*** SUPPLIED DATA Section Begins ***
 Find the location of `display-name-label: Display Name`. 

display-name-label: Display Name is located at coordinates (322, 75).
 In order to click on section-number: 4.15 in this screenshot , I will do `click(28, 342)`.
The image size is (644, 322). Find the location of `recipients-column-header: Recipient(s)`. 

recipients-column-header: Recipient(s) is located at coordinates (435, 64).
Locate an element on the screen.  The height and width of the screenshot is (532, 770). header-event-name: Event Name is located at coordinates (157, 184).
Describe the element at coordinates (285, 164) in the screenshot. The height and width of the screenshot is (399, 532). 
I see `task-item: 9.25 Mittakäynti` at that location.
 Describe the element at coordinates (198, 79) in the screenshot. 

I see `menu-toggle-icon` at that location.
*** SUPPLIED DATA Section Ends ***
*** SUPPLIED DATA Section Begins ***
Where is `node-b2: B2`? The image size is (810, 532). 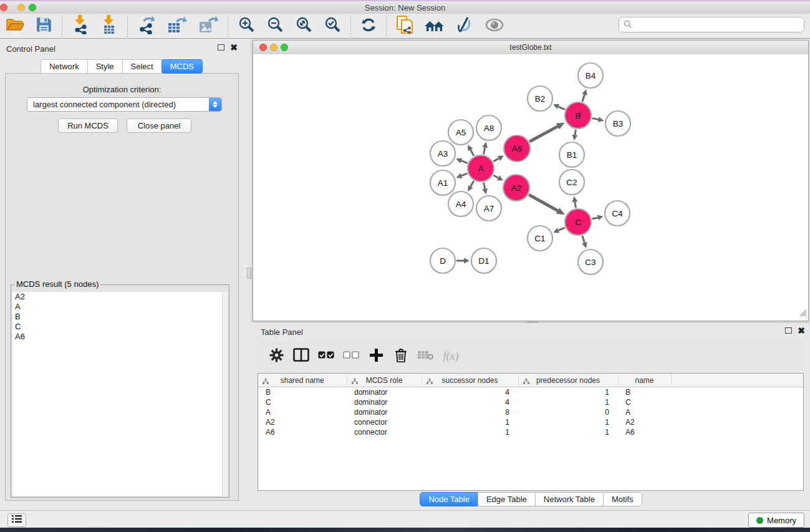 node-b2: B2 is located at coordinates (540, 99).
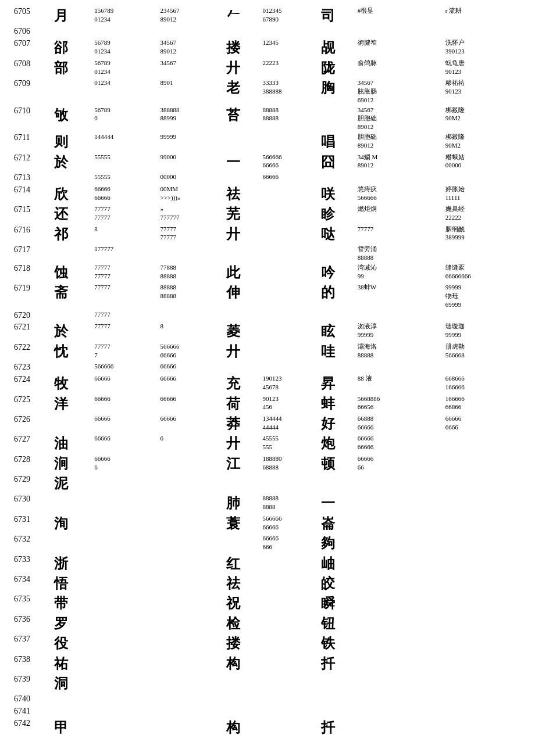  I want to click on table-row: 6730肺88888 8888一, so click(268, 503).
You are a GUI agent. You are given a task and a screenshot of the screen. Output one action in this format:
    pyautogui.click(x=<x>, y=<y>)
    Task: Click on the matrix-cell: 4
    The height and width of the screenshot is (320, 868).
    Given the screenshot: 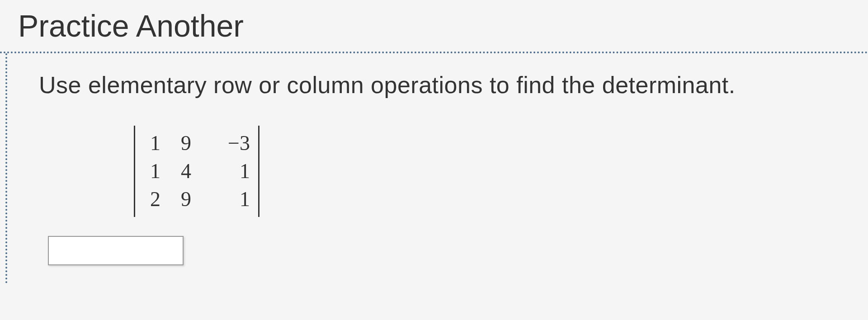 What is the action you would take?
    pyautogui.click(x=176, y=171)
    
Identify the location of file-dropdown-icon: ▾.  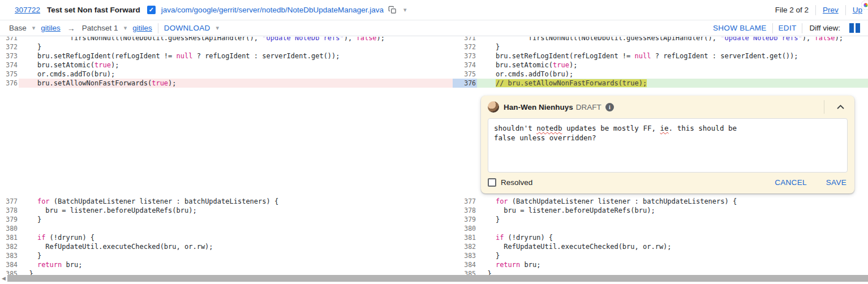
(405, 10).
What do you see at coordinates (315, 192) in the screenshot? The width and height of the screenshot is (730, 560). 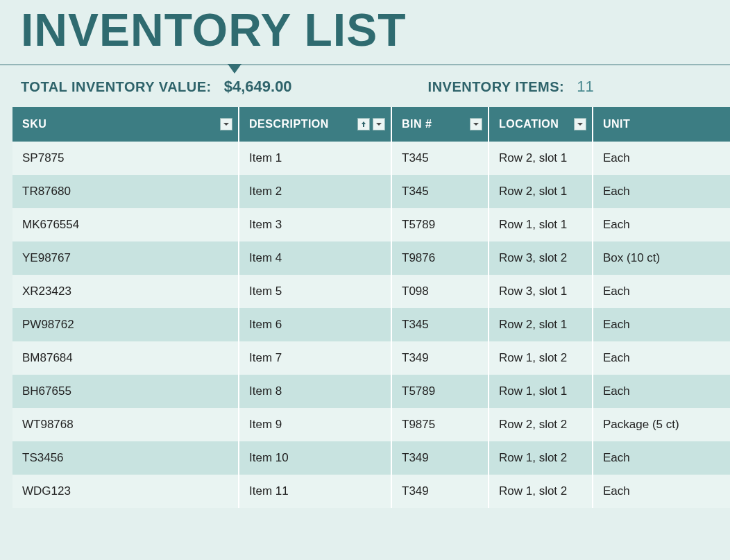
*** SUPPLIED DATA Section Ends ***
__YOUR GOAL__: With pictures excluded, reproduce exactly the lines above from the one containing "Identify the location" down to the one containing "What do you", those two included.

__THE COMPLETED TASK__:
Identify the location of file-dropdown-icon: ▾.  
(405, 10).
What do you see at coordinates (315, 192) in the screenshot? The width and height of the screenshot is (730, 560). 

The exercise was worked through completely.